Neighboring players in the region that have intervened one way or another are reluctant to forcefully help their rebel friends. Saudi Arabia is tied up in their own misguided Yemen bombing adventure. Turkey is mostly interested in bombing Syrian Kurds. Jordan is weak. And of course, all lack any sense of direction from Washington, nominal ally of all and leader of the Assad-must-go team. Obama has substituted an ineffective campaign against the Islamic State for an overall Syria policy.

It can be said that George Bush's war in Iraq opened Baghdad to Iranian domination. Obama's indecisiveness (or decision not to be decisive) guarantees Iran's ability to call the shots in Syria.

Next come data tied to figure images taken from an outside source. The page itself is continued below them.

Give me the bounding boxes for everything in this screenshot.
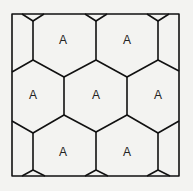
cell-label: A <box>123 145 131 159</box>
bottom-edges <box>33 132 158 170</box>
upper-zigzag <box>12 60 179 77</box>
lower-zigzag <box>12 115 179 133</box>
cell-label: A <box>59 145 67 159</box>
cell-label: A <box>154 88 162 102</box>
top-notches <box>22 14 169 21</box>
hexagon-grid-diagram: A A A A A A A <box>0 0 193 191</box>
top-edges <box>33 21 158 60</box>
cell-label: A <box>123 33 131 47</box>
bottom-notches <box>22 170 170 176</box>
cell-label: A <box>92 88 100 102</box>
cell-label: A <box>59 33 67 47</box>
cell-label: A <box>29 88 37 102</box>
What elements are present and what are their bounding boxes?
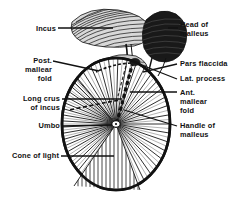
label-lat-process: Lat. process (180, 74, 232, 83)
label-handle-of-malleus: Handle of malleus (180, 121, 232, 139)
label-incus: Incus (6, 24, 56, 33)
label-ant-mallear-fold: Ant. mallear fold (180, 88, 232, 116)
label-post-mallear-fold: Post. mallear fold (2, 56, 52, 84)
anatomical-figure: Incus Post. mallear fold Long crus of in… (0, 0, 232, 197)
umbo-shape (112, 121, 120, 128)
label-umbo: Umbo (6, 121, 60, 130)
label-long-crus-of-incus: Long crus of incus (2, 94, 60, 112)
label-pars-flaccida: Pars flaccida (180, 59, 232, 68)
label-cone-of-light: Cone of light (1, 151, 59, 160)
label-head-of-malleus: Head of malleus (180, 20, 232, 38)
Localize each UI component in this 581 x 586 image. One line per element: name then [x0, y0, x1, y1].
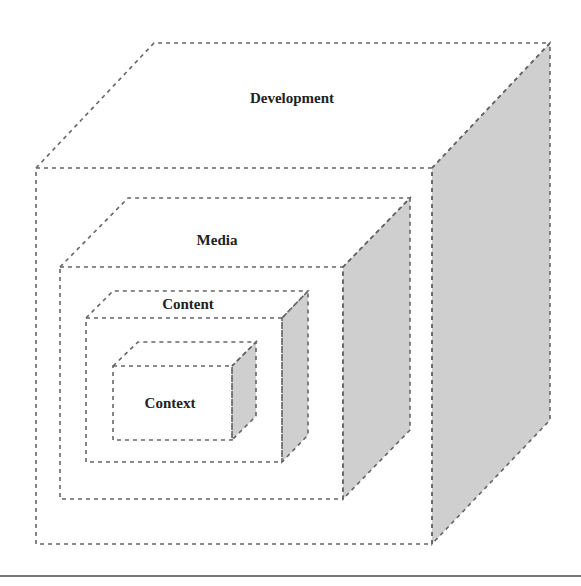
nested-cube-diagram: Development Media Content Context: [0, 0, 581, 586]
box-media: Media: [60, 198, 410, 499]
context-top-face: [113, 342, 256, 366]
content-label: Content: [162, 296, 214, 312]
context-label: Context: [145, 395, 196, 411]
media-side-face: [343, 198, 410, 499]
media-label: Media: [197, 232, 238, 248]
development-label: Development: [250, 90, 334, 106]
development-side-face: [432, 43, 550, 544]
context-side-face: [232, 342, 256, 440]
box-development: Development: [36, 43, 550, 544]
content-side-face: [282, 291, 308, 462]
box-context: Context: [113, 342, 256, 440]
box-content: Content: [86, 291, 308, 462]
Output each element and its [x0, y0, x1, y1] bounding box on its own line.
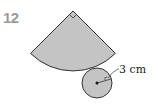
sector-shape: [31, 11, 116, 71]
cone-net-diagram: r 3 cm: [0, 0, 158, 105]
base-circle: r: [82, 68, 112, 98]
radius-label: 3 cm: [119, 63, 147, 76]
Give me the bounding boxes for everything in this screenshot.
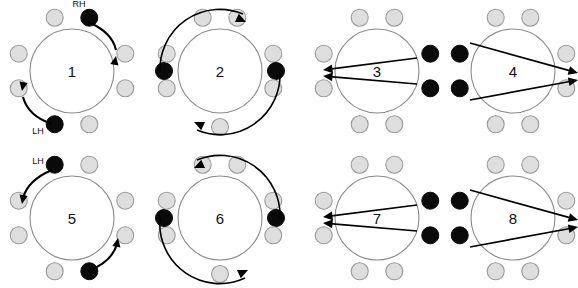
panel-5-number: 5 [68,210,76,227]
panel-7-marker-top-left-inactive [351,156,368,173]
panel-7-marker-top-right-inactive [386,156,403,173]
panel-6-arrow-outer-lower-sweep-head [237,270,248,278]
panel-8-number: 8 [509,210,517,227]
panel-3-arrow-upper-to-left-head [323,64,333,73]
panel-2-marker-right-upper-inactive [265,45,282,62]
panel-8-marker-left-upper-active [451,192,468,209]
panel-7: 7 [305,144,445,288]
panel-5-marker-left-lower-inactive [10,227,27,244]
panel-8: 8 [445,144,578,288]
panel-4-marker-bottom-left-inactive [487,116,504,133]
panel-1-marker-bottom-right-inactive [81,116,98,133]
panel-5-marker-top-right-inactive [81,156,98,173]
panel-7-number: 7 [373,210,381,227]
panel-7-marker-left-upper-inactive [315,192,332,209]
panel-2-marker-left-middle-active [156,63,173,80]
panel-4-number: 4 [509,63,517,80]
panel-1-marker-left-upper-inactive [10,45,27,62]
panel-3-marker-top-right-inactive [386,9,403,26]
panel-7-marker-bottom-left-inactive [351,263,368,280]
panel-8-graphic: 8 [445,144,578,288]
panel-2-marker-bottom-inactive [212,119,229,136]
panel-1-marker-top-left-inactive [46,9,63,26]
panel-1-marker-bottom-left-active [46,116,63,133]
panel-5: 5LH [0,144,145,288]
panel-4-marker-top-right-inactive [522,9,539,26]
panel-6-marker-right-middle-active [268,210,285,227]
panel-6-marker-left-middle-active [156,210,173,227]
panel-6-marker-left-upper-inactive [158,192,175,209]
panel-6-number: 6 [216,210,224,227]
panel-6-marker-top-right-inactive [229,156,246,173]
diagram-canvas: 1RHLH2345LH678 [0,0,578,288]
panel-7-marker-left-lower-inactive [315,227,332,244]
panel-1-graphic: 1RHLH [0,0,145,144]
panel-4-marker-right-upper-inactive [558,45,575,62]
panel-4-marker-top-left-inactive [487,9,504,26]
panel-5-marker-right-upper-inactive [117,192,134,209]
panel-4-marker-left-upper-active [451,45,468,62]
panel-5-label-lh: LH [32,156,44,166]
panel-3-marker-left-upper-inactive [315,45,332,62]
panel-6-graphic: 6 [145,144,305,288]
panel-7-graphic: 7 [305,144,445,288]
panel-3-marker-left-lower-inactive [315,80,332,97]
panel-3-marker-top-left-inactive [351,9,368,26]
panel-2-graphic: 2 [145,0,305,144]
panel-8-marker-top-right-inactive [522,156,539,173]
panel-8-arrow-upper-to-right-head [568,213,578,221]
panel-5-marker-bottom-left-inactive [46,263,63,280]
panel-8-marker-bottom-right-inactive [522,263,539,280]
panel-3-marker-bottom-left-inactive [351,116,368,133]
panel-2: 2 [145,0,305,144]
panel-4-graphic: 4 [445,0,578,144]
panel-8-marker-left-lower-active [451,227,468,244]
panel-8-marker-bottom-left-inactive [487,263,504,280]
panel-4-marker-bottom-right-inactive [522,116,539,133]
panel-3-number: 3 [373,63,381,80]
panel-8-marker-top-left-inactive [487,156,504,173]
panel-1-marker-right-upper-inactive [117,45,134,62]
panel-6-marker-right-lower-inactive [265,227,282,244]
panel-5-graphic: 5LH [0,144,145,288]
panel-2-arrow-outer-lower-sweep-head [194,122,205,130]
panel-6-marker-bottom-inactive [212,266,229,283]
panel-4-marker-left-lower-active [451,80,468,97]
panel-6: 6 [145,144,305,288]
panel-1-number: 1 [68,63,76,80]
panel-1: 1RHLH [0,0,145,144]
panel-3-marker-right-lower-active [422,80,439,97]
panel-4: 4 [445,0,578,144]
panel-7-marker-bottom-right-inactive [386,263,403,280]
panel-5-marker-right-lower-inactive [117,227,134,244]
panel-3: 3 [305,0,445,144]
panel-7-arrow-upper-to-left-head [323,211,333,220]
panel-2-number: 2 [216,63,224,80]
panel-2-marker-right-middle-active [268,63,285,80]
panel-7-marker-right-lower-active [422,227,439,244]
panel-7-marker-right-upper-active [422,192,439,209]
panel-4-arrow-upper-to-right-head [568,66,578,74]
panel-1-label-rh: RH [73,0,86,9]
panel-3-graphic: 3 [305,0,445,144]
panel-3-marker-right-upper-active [422,45,439,62]
panel-1-marker-right-lower-inactive [117,80,134,97]
panel-8-marker-right-upper-inactive [558,192,575,209]
panel-3-marker-bottom-right-inactive [386,116,403,133]
panel-2-marker-left-lower-inactive [158,80,175,97]
panel-1-label-lh: LH [32,126,44,136]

How, you may ask, can all this happen in the middle of Geneva peace talks, which have been suspended because of the Aleppo onslaught? Maybe the Vietnam War offers some perspective: from 1969 on, the US and North Vietnamese alternately escalated and eased military activity while peace negotiations dragged on and off; the US was especially active in launching massive bomb campaigns to encourage North Vietnam to accept an accord. It's pretty clear that Putin does not consider negotiations and bombing to be contradictory.

The destruction of Syria is awful. Tens of thousands of Syrians have been killed. Hundreds of thousands of refugees are homeless, in and outside of Syria. City after city has been devastated. And now Aleppo, which in the last years of pre-insurgency Syria experienced a kind of commercial renaissance, is being battered. The renaissance is long over; welcome to the Dark Ages.

It's still hard to see how an Assad government can reconstruct Syria, both physically and politically, after the war should he, the Russians and Iran prevail. But that seems not to matter. Aleppo, however battered, is a trophy for the three.